The Importance of Providing Uniform Data Across All Stakeholders

Author: CA Vinay Thyagaraja, Senior Partner – Venu & Vinay Chartered Accountants.

Introduction:

One of the main objectives of the Real Estate (Regulation and Development) Act, 2016 (RERA) is to ensure transparency and accountability in the real estate sector. In 2025, this goal remains crucial as real estate continues to play a major role in India’s economy, social development, and urban planning.

Why Uniform Data Matters

RERA aims to make information about projects, developers, and transactions consistent and reliable for all stakeholders — including buyers, investors, regulators, lenders, and tax authorities. However, even today, data often differs across departments, systems, and reports. Such discrepancies can lead to compliance issues, financial risks, and loss of public trust.

Digitalisation and Transparency

With rapid digitalisation and the use of technologies, the real estate industry has new opportunities to automate reporting and improve data accuracy. Many RERA authorities (like MahaRERA, UP-RERA, and Karnataka RERA) have launched online dashboards where project data, quarterly updates, and financial details are available to the public.











    Uniform and verified digital data helps:

    Key Stakeholders Who Rely on Consistent Data

    1.

    Developers and Management – need accurate data to track costs, sales, and project progress.

    2.

    RERA Authorities – ensure projects are registered, compliant, and transparent.

    3.

    Lenders and Investors – verify that project funds are used as intended.

    4.

    Homebuyers – assess builder credibility and project status before purchase.

    5.

    Government and Tax Bodies – monitor approvals, taxes, and financial disclosures.

    Common Gaps Found

    Experience shows that data shared with different agencies often varies — such as project cost, sales figures, completion percentage, or receivables. These mismatches can raise red flags during audits or regulatory reviews. Promoters are therefore advised to maintain reconciliation statements to justify differences and avoid penalties.

    Promoters’ Responsibility under RERA

    Promoters must file uniform data across:

    With circulars in the past mandating professional certificates for every bank withdrawal, regulatory scrutiny has intensified — and digital trails make inconsistencies easily traceable.

    Conclusion

    As India’s real estate market becomes increasingly digital and data-driven, uniform, accurate, and transparent reporting is not just a compliance requirement — it is a business necessity. Promoters and professionals should ensure that the information shared with RERA, lenders, buyers, and tax authorities matches, and maintain reconciliations wherever differences exist. Doing so builds trust, reduces regulatory risk, and supports RERA’s core goal — a transparent, credible, and investor-friendly real estate ecosystem.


> [Assignment]:
Each line that holds the word "Secure" counts once; give the total for the records below and nothing else.

==============================

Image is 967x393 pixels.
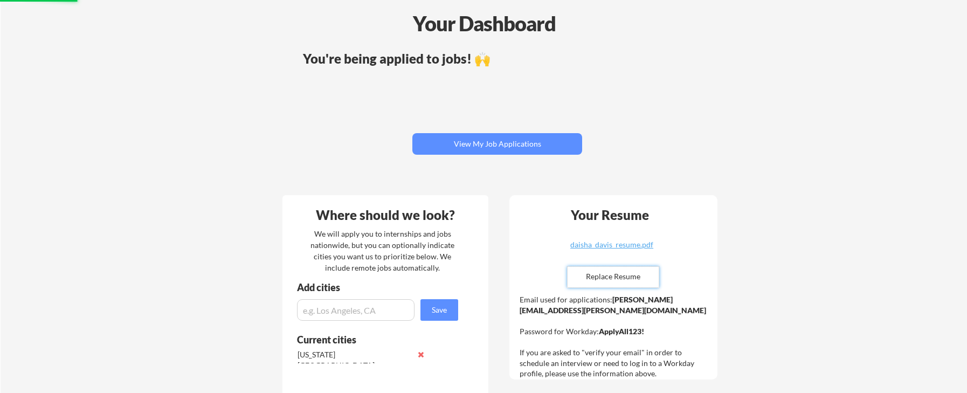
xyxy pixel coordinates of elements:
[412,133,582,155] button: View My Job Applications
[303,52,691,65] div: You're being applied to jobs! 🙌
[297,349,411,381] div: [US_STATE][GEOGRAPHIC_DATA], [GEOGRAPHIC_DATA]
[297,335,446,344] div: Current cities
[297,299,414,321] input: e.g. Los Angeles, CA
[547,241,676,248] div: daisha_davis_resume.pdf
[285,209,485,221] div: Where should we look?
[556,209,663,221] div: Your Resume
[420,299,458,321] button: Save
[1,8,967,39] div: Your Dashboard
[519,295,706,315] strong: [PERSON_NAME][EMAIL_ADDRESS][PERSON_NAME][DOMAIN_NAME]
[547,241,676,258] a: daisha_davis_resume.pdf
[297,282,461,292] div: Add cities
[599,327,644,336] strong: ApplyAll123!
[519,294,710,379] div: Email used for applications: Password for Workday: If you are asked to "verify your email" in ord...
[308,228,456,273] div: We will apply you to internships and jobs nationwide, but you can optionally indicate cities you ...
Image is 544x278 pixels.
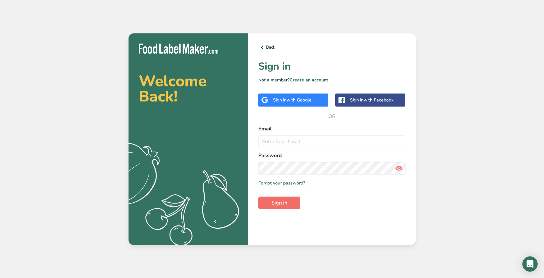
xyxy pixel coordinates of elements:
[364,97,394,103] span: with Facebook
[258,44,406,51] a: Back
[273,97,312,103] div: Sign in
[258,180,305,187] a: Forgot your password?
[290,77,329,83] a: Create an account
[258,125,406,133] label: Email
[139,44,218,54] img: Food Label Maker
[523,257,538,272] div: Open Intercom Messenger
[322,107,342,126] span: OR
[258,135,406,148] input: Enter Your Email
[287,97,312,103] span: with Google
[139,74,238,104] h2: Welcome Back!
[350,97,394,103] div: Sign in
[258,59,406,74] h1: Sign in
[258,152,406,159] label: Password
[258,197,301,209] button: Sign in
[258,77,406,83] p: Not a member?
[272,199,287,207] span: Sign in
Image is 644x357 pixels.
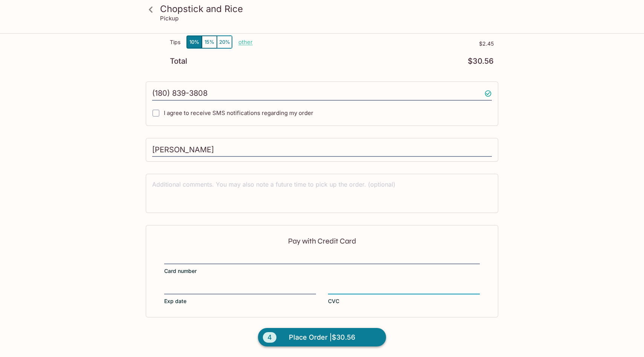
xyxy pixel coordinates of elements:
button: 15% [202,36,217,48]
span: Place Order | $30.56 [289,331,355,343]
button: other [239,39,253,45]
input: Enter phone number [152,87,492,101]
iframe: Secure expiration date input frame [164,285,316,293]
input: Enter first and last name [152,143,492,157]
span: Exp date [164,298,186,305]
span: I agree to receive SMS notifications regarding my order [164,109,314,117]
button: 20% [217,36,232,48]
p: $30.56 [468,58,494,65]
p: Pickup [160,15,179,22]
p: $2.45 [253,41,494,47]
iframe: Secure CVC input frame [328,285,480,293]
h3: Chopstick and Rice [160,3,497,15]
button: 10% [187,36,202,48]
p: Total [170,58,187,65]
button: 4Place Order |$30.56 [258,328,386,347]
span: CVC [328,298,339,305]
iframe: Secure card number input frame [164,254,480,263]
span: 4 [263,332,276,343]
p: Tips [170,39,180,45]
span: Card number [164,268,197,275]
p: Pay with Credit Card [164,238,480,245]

==============================

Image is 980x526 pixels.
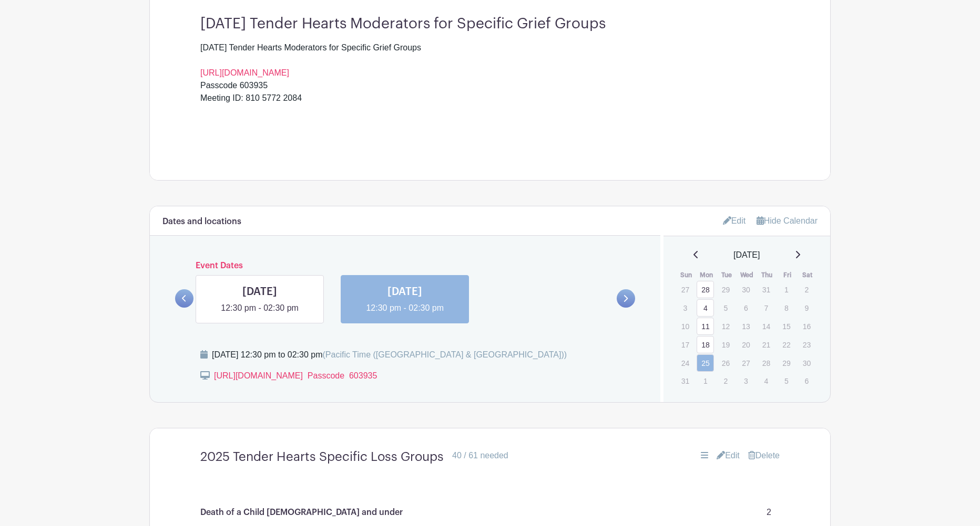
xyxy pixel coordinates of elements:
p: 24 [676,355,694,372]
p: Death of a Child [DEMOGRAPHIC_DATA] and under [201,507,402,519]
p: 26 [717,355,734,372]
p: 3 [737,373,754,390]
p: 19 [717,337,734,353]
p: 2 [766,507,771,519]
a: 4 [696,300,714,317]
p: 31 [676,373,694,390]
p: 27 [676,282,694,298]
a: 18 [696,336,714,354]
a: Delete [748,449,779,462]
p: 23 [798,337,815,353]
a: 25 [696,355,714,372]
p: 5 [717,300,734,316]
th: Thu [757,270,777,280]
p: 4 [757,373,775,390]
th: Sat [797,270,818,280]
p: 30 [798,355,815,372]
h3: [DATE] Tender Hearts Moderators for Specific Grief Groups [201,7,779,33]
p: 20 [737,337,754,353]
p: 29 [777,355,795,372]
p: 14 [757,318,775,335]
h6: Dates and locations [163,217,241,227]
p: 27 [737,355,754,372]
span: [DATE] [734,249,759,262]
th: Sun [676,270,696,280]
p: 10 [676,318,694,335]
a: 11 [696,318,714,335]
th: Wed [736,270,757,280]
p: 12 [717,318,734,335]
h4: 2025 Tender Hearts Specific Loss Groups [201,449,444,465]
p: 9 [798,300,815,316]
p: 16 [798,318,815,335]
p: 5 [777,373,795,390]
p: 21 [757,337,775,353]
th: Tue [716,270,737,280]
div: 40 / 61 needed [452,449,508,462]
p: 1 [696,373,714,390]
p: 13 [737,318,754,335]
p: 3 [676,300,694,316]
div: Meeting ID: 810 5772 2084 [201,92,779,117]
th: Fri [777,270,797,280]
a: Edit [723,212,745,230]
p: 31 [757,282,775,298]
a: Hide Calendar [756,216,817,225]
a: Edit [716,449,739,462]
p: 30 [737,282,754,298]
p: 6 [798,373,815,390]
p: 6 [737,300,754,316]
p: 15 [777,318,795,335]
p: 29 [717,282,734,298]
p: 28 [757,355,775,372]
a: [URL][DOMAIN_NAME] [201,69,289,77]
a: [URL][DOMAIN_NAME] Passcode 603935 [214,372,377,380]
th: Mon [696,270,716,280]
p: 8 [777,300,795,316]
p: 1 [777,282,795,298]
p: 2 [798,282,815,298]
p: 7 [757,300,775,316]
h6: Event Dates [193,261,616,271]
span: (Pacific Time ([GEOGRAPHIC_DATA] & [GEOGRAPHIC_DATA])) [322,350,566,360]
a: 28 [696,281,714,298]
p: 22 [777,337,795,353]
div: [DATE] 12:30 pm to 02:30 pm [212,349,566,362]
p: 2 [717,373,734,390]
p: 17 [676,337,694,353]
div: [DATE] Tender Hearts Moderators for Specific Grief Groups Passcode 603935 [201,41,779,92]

==============================

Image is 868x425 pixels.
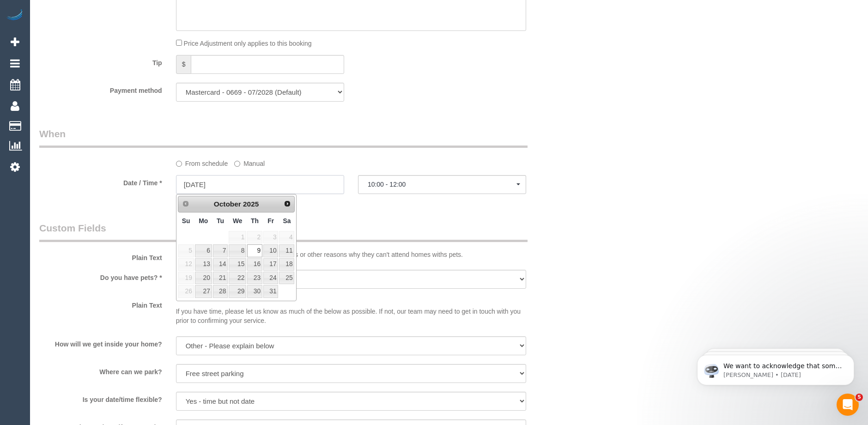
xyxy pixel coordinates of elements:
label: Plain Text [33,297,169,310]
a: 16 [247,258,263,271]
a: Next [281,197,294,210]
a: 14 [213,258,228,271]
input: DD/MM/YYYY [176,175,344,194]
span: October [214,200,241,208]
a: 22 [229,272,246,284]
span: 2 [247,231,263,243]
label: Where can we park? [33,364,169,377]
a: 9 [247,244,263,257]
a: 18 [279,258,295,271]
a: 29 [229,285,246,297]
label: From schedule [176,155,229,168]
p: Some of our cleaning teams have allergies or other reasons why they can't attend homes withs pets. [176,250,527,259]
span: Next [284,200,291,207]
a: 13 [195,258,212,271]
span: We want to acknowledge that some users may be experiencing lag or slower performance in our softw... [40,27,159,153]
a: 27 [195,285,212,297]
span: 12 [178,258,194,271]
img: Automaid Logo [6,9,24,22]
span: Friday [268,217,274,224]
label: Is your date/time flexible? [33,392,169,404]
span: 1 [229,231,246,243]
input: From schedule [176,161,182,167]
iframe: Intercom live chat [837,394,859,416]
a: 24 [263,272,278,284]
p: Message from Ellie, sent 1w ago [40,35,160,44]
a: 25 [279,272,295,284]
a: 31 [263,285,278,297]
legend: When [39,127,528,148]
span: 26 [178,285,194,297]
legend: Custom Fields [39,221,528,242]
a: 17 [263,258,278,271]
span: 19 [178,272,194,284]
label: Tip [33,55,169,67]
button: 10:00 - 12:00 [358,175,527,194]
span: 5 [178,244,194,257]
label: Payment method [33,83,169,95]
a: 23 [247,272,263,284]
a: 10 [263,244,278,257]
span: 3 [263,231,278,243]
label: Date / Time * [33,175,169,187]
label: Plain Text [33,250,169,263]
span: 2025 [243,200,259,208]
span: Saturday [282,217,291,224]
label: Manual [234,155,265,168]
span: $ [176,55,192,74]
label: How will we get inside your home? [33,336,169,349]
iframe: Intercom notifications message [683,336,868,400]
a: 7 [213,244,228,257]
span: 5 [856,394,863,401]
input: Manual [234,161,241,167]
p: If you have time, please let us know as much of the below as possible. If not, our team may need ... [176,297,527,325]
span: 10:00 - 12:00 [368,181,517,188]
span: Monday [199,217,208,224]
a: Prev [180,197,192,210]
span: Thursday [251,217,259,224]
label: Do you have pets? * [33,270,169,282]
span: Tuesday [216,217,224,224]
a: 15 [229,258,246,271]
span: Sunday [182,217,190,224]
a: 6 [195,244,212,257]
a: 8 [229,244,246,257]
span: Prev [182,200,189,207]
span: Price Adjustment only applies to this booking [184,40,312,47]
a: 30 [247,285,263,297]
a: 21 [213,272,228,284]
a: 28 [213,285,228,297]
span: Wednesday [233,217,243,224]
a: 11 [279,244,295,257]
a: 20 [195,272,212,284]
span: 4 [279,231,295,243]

==============================

> [Answer to the problem]:
3